Seer went public at $19 a share and hit a high of $86.55 per share in January. It has since fallen back into the $40 to $50 range and Wednesday afternoon was trading on Nasdaq at $44.20 per share.

In February, Seattle-based proteomic start-up Nautilus announced that it plans to list on the Nasdaq through a merger with special purpose acquisition company Arya Sciences Acquisition Corp III. The company has entered a definitive merger agreement with Arya and is expected to receive $350 million in proceeds through the deal, including a $200 million private investment in public equity (PIPE) transaction at $10 per share from investors led by Perceptive Advisors, an affiliate of Arya III's sponsor. The company also counts among its investors Bezos Expeditions, Vulcan Capital, and Andreessen Horowitz.
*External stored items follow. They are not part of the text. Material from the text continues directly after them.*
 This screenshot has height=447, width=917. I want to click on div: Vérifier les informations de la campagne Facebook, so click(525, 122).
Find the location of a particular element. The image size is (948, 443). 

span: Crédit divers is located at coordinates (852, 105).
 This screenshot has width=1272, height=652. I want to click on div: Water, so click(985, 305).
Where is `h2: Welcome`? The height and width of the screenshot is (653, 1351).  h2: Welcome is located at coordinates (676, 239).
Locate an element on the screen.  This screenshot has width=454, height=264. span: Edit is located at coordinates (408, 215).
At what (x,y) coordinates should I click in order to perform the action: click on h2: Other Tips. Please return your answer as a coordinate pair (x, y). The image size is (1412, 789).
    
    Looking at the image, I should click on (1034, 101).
Cofounded in 2016 by Patel and Chief Scientist Parag Mallick, an associate professor at Stanford University, Nautilus has disclosed little publicly about its technology beyond the fact that it uses machine learning to make protein identifications based on measurements of multiple parameters describing the target molecules.

Also in February, Quantum-Si announced plans to list on the Nasdaq via SPAC. The Guilford, Connecticut-based firm will merge with HighCape Capital Acquisition Corp and receive $425 million via a PIPE transaction from investors including Foresite Capital Management, Eldridge, accounts advised by ARK Invest, Glenview Capital Management, and Redmile Group.
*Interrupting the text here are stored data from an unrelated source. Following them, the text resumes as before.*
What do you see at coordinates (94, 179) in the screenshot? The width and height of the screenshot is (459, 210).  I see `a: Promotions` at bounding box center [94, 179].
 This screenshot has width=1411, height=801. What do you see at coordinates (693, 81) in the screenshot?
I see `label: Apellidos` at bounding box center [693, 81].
Founded by next-generation sequencing pioneer Jonathan Rothberg, Quantum-Si has, like, Nautilus, provided little public detail on the specifics of its technology but said that it uses a sequencing approach it calls Quantum Si Time Domain Sequencing combined with a semiconductor sensing device to sequence proteins, including post-translational modifications, at the single-molecule level.

Of the three firms, only Seer has published peer-reviewed data on the performance of its platform. None have yet launched their systems commercially.
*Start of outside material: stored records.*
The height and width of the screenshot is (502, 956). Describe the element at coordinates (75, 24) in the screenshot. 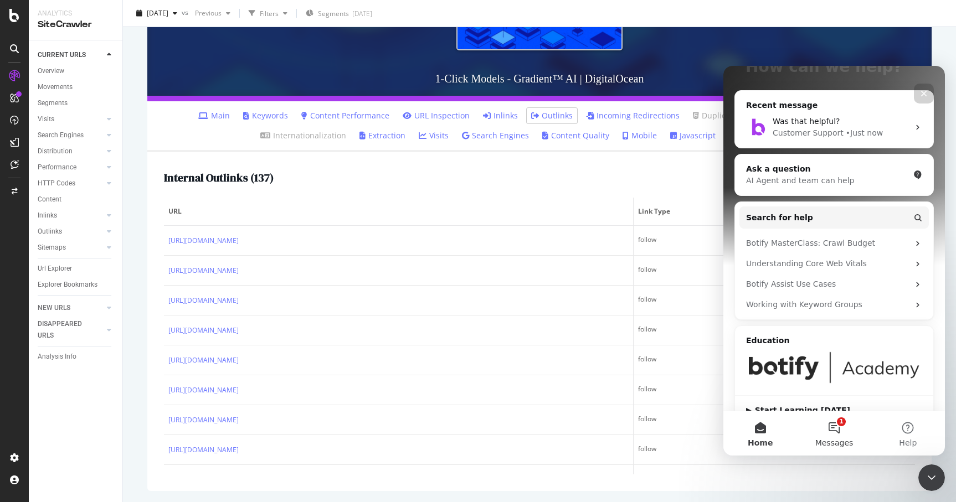

I see `div: SiteCrawler` at that location.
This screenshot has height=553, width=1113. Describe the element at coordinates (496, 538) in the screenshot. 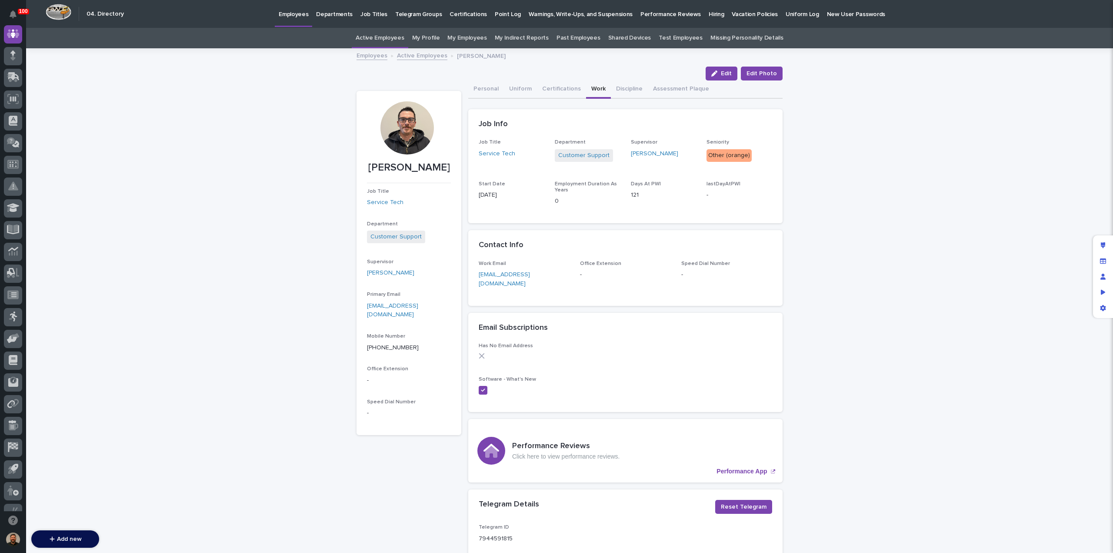

I see `p: 7944591815` at that location.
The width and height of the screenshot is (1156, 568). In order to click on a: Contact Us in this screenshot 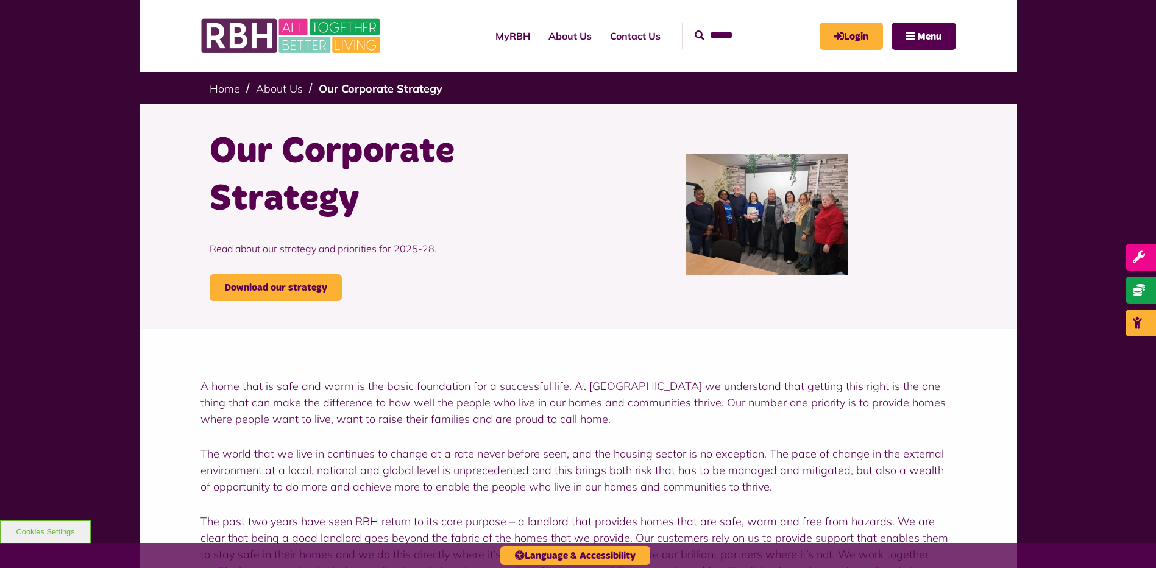, I will do `click(635, 36)`.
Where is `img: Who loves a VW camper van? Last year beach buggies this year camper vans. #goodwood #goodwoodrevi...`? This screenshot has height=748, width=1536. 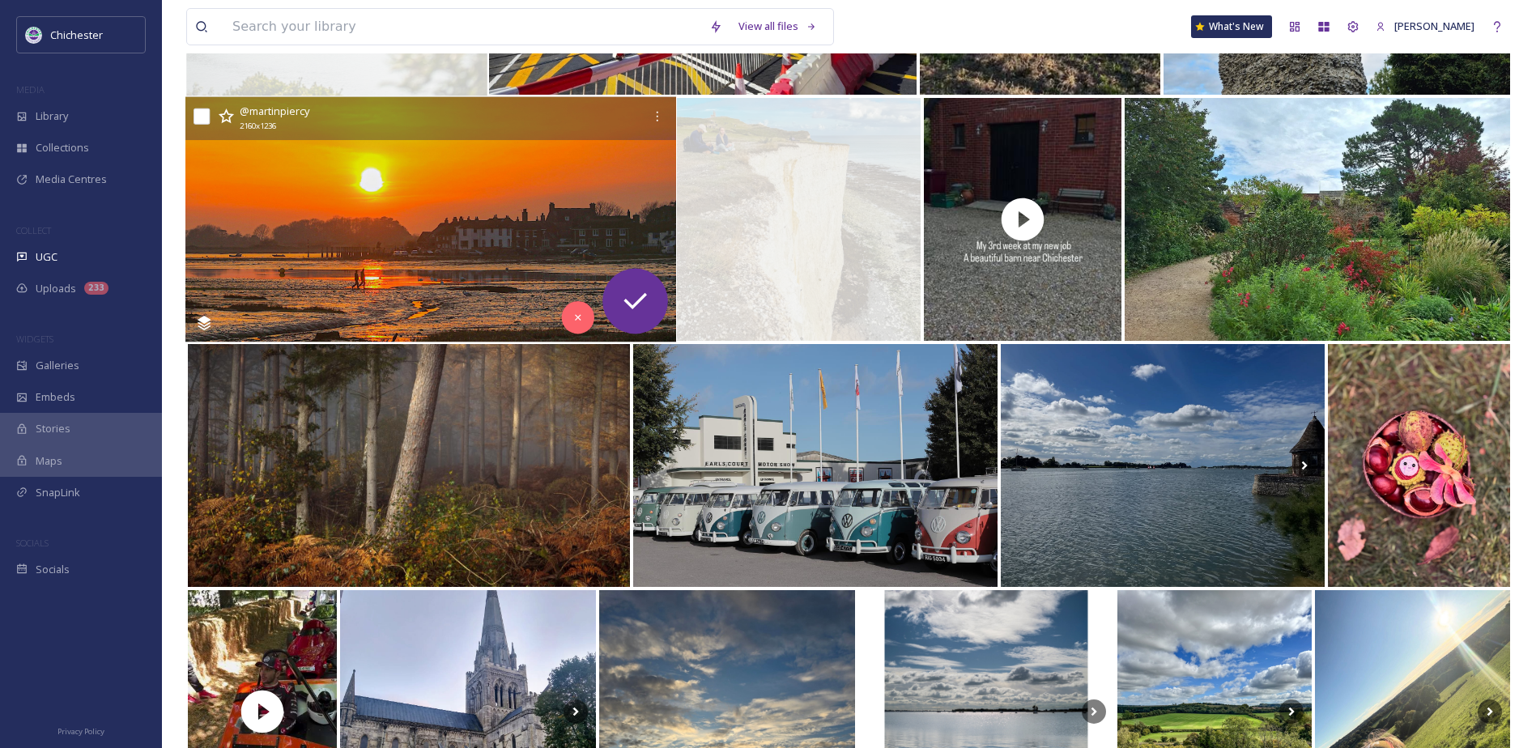
img: Who loves a VW camper van? Last year beach buggies this year camper vans. #goodwood #goodwoodrevi... is located at coordinates (815, 466).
Souda suggested the companies were going public despite being early in development in order to take advantage of the current investing environment.

"Investor appetite for life science tools technologies is fairly robust right now," he said. "Genomics has delivered, and I think that that has given [investors] some comfort that as long as there is fundamental innovation and that innovation is supported by investment, we are going to see products that are differentiated and help solve key problems that currently challenge the [proteomics] field. So proteomics is being looked at as the next opportunity."

Souda added, though, that ultimately, "science is important and data is important, and we need to see data here in order to get more convinced that these companies are truly going to resolve the proteomics challenge."

While these newer proteomics firms are not mass spec-based (though Seer's Proteograph system will likely be used in combination with mass spec at least in the near term), they have some connections to the mass spec-based proteomics world. Seer, for instance, counts Steven Carr, senior director of proteomics at the Broad Institute among its scientific advisors. Nautilus's Mallick is one of the main developers of the ProteoWizard mass spec proteomics software platform and the company includes mass spec proteomics pioneer Ruedi Aebersold as a member of its scientific advisory board.

The move to go public isn't limited to new proteomics outfits. Last week, Swedish proteomics firm Olink filed with the US Securities and Exchange Commission for an initial public offering of American Depositary Shares (ADS) through which it will list on the Nasdaq Global Market.

Investor appetite for proteomics is also apparent in the $214 million Series A round Boulder, Colorado-based Somalogic closed in December and in a recent $250 million public stock offering by Billerica, Massachusetts-based firm Quanterix, which last month saw its stock hit an all-time high of $92.57, though it has since retreated from that peak and on Wednesday afternoon trading on Nasdaq was at $62.08 per share.

"There are some really cool tools coming out of basic science that are within striking distance of reality," Motlagh said. "It's definitely a trend, I would say. It's not just a blip on the radar."